Post by Joanna on Nov 6, 2013 23:59:07 GMT -5
Potter gets 2 consecutive life sentences in 'Facebook murders'
MOUNTAIN CITY, Tenn. – Marvin Potter, 61, was sentenced to two consecutive life sentences on Tuesday in the shooting deaths of Billy Payne Jr. 36, and Billie Jean Hayworth, 23, in their home on Jan. 31, 2012. The shootings have been called the Facebook Murders because of the Internet hatred the Potter family is alleged to have had against the victims. The murderous spat began when Payne and his Hayworth unfriended Potter's 30-year-old daughter Jenelle Potter. According to police, Jenelle began harassing the couple in the week leading up to the shooting January 31, 2012.
Judge Jon Kerry Blackwood found Potter not only met the requirements of the law: that there was a preponderance of evidence that he displayed little or no regard for human life when he entered their home at 128 James Davis Lane early in the morning and killed the couple. Blackwood said Potter showed a “shocking disregard for human life” by the act that he shot Hayworth while she was holding the couple’s 6-month old baby in her arms. Blackwood, a senior judge, said he could not think of another case in his many years on the bench as cold hearted as the shooting of a mother with a baby in her arms and leaving the child to its fate.
Prior to sentencing, two members of the victims’ families took the witness stand to address Potter. Beverly Garland, Payne’s mother, said Bill was a wonderful son who was so kind to everyone that she could not imagine anyone would murder him. Janie Hayworth Henry told Potter “there was no justification for what you did,” and said her nephew will grow up knowing about his parents because the family will tell him about Billy and Billie Jean. Potter did not make a statement prior to sentencing.
Three others have yet to stand trial in the murders and after Potter was sentenced, Blackwood took up matters involving those cases.
The first question was whether to combine the case of Potter’s wife, Barbara Potter; his daughter, Janelle Potter (pictured above); and family friend Jamie Curd into one trial. Defense attorneys Randy Fallin (for Barbara Potter), Cameron Hyder (for Janelle Potter) and Casey Sears (for Curd) argued against combining the trials. Their arguments centered on the emails and other electronic messages sent between the three that assistant district attorneys Dennis Brooks and Matthew Roark plan to use as evidence of a conspiracy. In the first trial, only shredded emails pieced back together by the Tennessee Bureau of Investigation were used. Brooks said the state has obtained the records from the remaining defendants’ Internet accounts.
The defense attorneys told Blackwood the “onslaught of the voluminous amounts evidence” would be unduly prejudicial against their clients. Fallin also argued about the reliability of determining whether the messages were actually sent by the person the state claims to have sent the messages. Brooks said the emails show a conspiracy going in every direction and the state can prove who sent the messages. Blackwood set a deadline of January 2, 2014, for attorneys to present motions in the case. The previously scheduled trial date in December for Curd has been continued.
A preliminary May 2014 trial date was set for the three defendants yet to stand trial. Barbara and Jenelle Potter and Jamie Lynn Curd are each charged with two counts of first degree murder plus conspiracy to commit murder in connection with the 2012 killings of Billy Payne, Jr. and Billie Jean Hayworth. Their next court date is January 2, 2014, at which time it will be determined whether they will be tried together or separately. The judge indicated the trial, or trials, will be held in Washington County, but because of publicity, the jury may be pulled from a different county.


**PROBLEM:** Every entry that follows is to be duplicated exactly.

**RECORDS FOR THIS EXERCISE:**
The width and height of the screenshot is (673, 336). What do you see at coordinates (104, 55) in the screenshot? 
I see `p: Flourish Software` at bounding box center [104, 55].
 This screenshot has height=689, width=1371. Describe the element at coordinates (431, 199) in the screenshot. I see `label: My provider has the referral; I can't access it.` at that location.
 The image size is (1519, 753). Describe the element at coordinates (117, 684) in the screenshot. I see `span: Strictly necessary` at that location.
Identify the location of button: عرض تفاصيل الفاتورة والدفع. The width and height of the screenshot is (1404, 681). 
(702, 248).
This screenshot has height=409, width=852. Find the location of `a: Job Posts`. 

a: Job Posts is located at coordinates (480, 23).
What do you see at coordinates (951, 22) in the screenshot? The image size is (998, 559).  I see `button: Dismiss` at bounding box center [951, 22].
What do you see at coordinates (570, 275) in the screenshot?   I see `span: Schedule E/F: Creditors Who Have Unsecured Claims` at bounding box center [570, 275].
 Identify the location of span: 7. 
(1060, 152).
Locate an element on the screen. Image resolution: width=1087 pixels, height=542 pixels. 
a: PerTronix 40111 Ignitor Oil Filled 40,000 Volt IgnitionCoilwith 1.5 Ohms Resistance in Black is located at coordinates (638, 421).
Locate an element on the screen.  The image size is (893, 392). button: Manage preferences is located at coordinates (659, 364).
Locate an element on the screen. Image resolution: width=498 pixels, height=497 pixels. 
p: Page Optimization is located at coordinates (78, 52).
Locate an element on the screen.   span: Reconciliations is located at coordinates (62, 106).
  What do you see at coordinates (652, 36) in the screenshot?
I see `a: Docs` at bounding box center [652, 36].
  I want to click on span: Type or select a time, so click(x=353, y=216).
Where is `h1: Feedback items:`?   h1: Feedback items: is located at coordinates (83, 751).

**SOLUTION:**
The width and height of the screenshot is (673, 336). What do you see at coordinates (104, 55) in the screenshot? 
I see `p: Flourish Software` at bounding box center [104, 55].
 This screenshot has height=689, width=1371. Describe the element at coordinates (431, 199) in the screenshot. I see `label: My provider has the referral; I can't access it.` at that location.
 The image size is (1519, 753). Describe the element at coordinates (117, 684) in the screenshot. I see `span: Strictly necessary` at that location.
Identify the location of button: عرض تفاصيل الفاتورة والدفع. The width and height of the screenshot is (1404, 681). 
(702, 248).
This screenshot has height=409, width=852. Find the location of `a: Job Posts`. 

a: Job Posts is located at coordinates (480, 23).
What do you see at coordinates (951, 22) in the screenshot? The image size is (998, 559).  I see `button: Dismiss` at bounding box center [951, 22].
What do you see at coordinates (570, 275) in the screenshot?   I see `span: Schedule E/F: Creditors Who Have Unsecured Claims` at bounding box center [570, 275].
 Identify the location of span: 7. 
(1060, 152).
Locate an element on the screen. Image resolution: width=1087 pixels, height=542 pixels. 
a: PerTronix 40111 Ignitor Oil Filled 40,000 Volt IgnitionCoilwith 1.5 Ohms Resistance in Black is located at coordinates (638, 421).
Locate an element on the screen.  The image size is (893, 392). button: Manage preferences is located at coordinates (659, 364).
Locate an element on the screen. Image resolution: width=498 pixels, height=497 pixels. 
p: Page Optimization is located at coordinates (78, 52).
Locate an element on the screen.   span: Reconciliations is located at coordinates (62, 106).
  What do you see at coordinates (652, 36) in the screenshot?
I see `a: Docs` at bounding box center [652, 36].
  I want to click on span: Type or select a time, so click(x=353, y=216).
Where is `h1: Feedback items:`?   h1: Feedback items: is located at coordinates (83, 751).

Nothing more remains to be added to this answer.